The disc is crammed with a phone-book's worth of LA session veterans, from Steve Ferrone to Waddy Wachtel, and there are appearances by Lindsey Buckingham and Mick Fleetwood. The Heartbreakers' Mike Campbell plays an assortment of instruments and co-wrote a couple of tracks, though not as many as Dave Stewart, who also co-produced the disc with Glenn Ballard.

The best songs work very well indeed. Nicks opens with "Secret Love", a sturdily pulsing piece blitzed by growling powerchords as she sings of "a timeless search for a love that might work". Vocal harmonies and acoustic guitars underpin the affecting "For What It's Worth" (no relation to the Stephen Stills one), while the pick of the bunch may be the title track, a scintillating blast of jangle-rock which harks back to the days when Nicks used to hang around with Tom Petty and his crew.

That's not all.
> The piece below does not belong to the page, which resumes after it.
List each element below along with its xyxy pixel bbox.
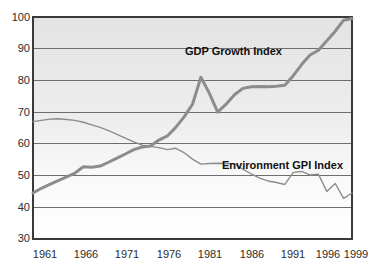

Nicks, still festooned in hats, feathers and bodice-ripper gowns after all these years, channels Edgar Allan Poe in "Annabel Lee", runs with the Undead in "Moonlight (A Vampire's Dream)", and evokes vampire chronicler Anne Rice in "New Orleans".

Her only problem was knowing when to stop. In Your Dreams lasts half an hour longer than Fleetwood Mac's Rumours, and the longer it goes on, the more you want to start pelting it with rotten fruit. "Everybody Loves You" is drab electro-pop, "Italian Summer" is cloying schmaltz, and "Ghosts Are Gone" should have been called "The Day the Music Died". It'll all boil down into a nice playlist though.

Monday, June 20, 2011

(Review) In Your Dreams - Stevie Nicks ★★★★/5 by Allgigs

In Your Dreams - Stevie Nicks Album Review
allgigs.co.uk
Paul Pledger
★★★★/5

Upon studying the sleeve to Stevie Nicks' first album in a decade, you're almost transformed back to a time when album-art was determined by mystical imagery of white horses, moonlight and lace-adorned top-hatted blonde-haired singers - and then you realise that you're not in the '70s, you're in the 21st-century eyeing up Nicks', hamming it up in an extravagant white dress on the inlay for "In Your Dreams". How time's don't change - she's still keeping it 'chiffon'.

Fleetwood Mac certainly don't look like reforming again anytime soon (the last group release was the acclaimed "Say You Will" in 2003), but "In Your Dreams" does at least herd three of the favoured line-up together again - Nicks (obviously), Buckingham and Fleetwood contribute at various points. Main right-hand man to Nicks, however, turns out to be Dave Stewart, a huge name in his own right, both as a producer to the stars and erstwhile founder member of Eurythmics. King session-musician, Waddy Wachtel, also makes a few appearances, as does Heartbreakers member, Mike Campbell.

As Stevie Nicks albums go, this rates as one of her best, mainly due to its consistent delivery of pin-sharp rock-songs and beguiling choruses. From early track "Secret Love" (rumoured to have been mooted for the self-titled Mac album of 1977), kicks things off in typical fashion and has already done a turn on American radio - it's true grown-ups' pop-rock, but that doesn't make a dull prospect by any means. The album continues favourably with "For What It's Worth" and the first Stewart/Nicks co-composition, "In Your Dreams", giving the impression that her upcoming exclusive UK appearance at Hard Rock Calling may prove to be a special treat after all.

In truth, there aren't that many poor moments amongst the 14 songs, although mawkishness does sneak into "Soldier's Angel" - yet she can ramp up some classic hooks, particularly on "Moonlight" and the Edgar Allan Poe-influenced, "Annabel Lee". I suppose my only criticism of "In Your Dreams" is its length - we live in an age of drawn-out albums and, at 69 minutes, yes you get value for money, but you also get a couple of songs too many, methinks. Otherwise, Stevie Nicks still knows how to paint a picture and sing a song.